Chronic Lyme disease scams dangerous in many ways

By ACSH Staff — Dec 09, 2010
Yesterday’s Chicago Tribune included a long feature story by reporters Patricia Callahan and Trine Tsouderos on a nationwide scare over a non-existent malady called chronic Lyme disease.

Yesterday’s Chicago Tribune included a long feature story by reporters Patricia Callahan and Trine Tsouderos on a nationwide scare over a non-existent malady called chronic Lyme disease.

ACSH’s Dr. Gilbert Ross, who treated Lyme disease when he practiced as a rheumatologist, comments that, “while it can sometimes be difficult to diagnose, Lyme disease is very real. It is transmitted by the bite of a deer tick, typically in the northeast and in Wisconsin and Minnesota, usually during the summer months. An infected tick transmits the Lyme bacterium in its bite, but the condition is usually responsive to a variety of oral antibiotics. On rare occasions, intravenous treatment is required.”

Unlike Lyme disease, however, chronic Lyme disease is a pseudo-disease. “Every infectious disease expert agrees on this,” says Dr. Ross, “Yet since researchers at Yale first figured out what Lyme disease was in the late 1970s, there has gradually appeared this faddish diagnosis, chronic Lyme disease. It’s replaced fibromyalgia and chronic fatigue syndrome as a diagnosis for many people complaining of vague generalized symptoms, especially fatigue. A range of physicians — some well-intentioned, many not — have turned to it as an explanation. From this have come an assortment of expensive and potentially dangerous treatments for a condition that simply does not exist.”

The Tribune reporters describe numerous patients undergoing costly and difficult long-term antibiotic treatments. ACSH’s Susan Ingber notes that, “long-term antibiotic treatment is dangerous for public health as it can lead to the development of disease-resistant strains of bacteria.” The reporters go on to detail cases in which unapproved treatments with heavy metals and unknown substances led to patient deaths. In addition, the article examines the ways in which proponents of expensive treatments for this fictitious ailment have gained influence over politicians, journalists and philanthropists — in spite of the repeated warnings and advisories of medical authorities.

ACSH would like to commend the authors on a piece of superb reporting exposing this dangerous deception.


• Work item: Could the data below be retyped exactly, without its pictures?

• Data section:
------------------------

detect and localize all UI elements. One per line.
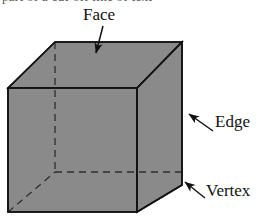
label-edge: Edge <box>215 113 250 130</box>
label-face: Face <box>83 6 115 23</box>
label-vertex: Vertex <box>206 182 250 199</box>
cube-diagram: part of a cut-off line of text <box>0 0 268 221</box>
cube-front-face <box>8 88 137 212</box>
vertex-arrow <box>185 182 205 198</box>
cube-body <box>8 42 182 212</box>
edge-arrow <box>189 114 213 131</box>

------------------------

• Task response:
detect and localize all UI elements. One per line.
label-edge: Edge <box>215 113 250 130</box>
label-face: Face <box>83 6 115 23</box>
label-vertex: Vertex <box>206 182 250 199</box>
cube-diagram: part of a cut-off line of text <box>0 0 268 221</box>
cube-front-face <box>8 88 137 212</box>
vertex-arrow <box>185 182 205 198</box>
cube-body <box>8 42 182 212</box>
edge-arrow <box>189 114 213 131</box>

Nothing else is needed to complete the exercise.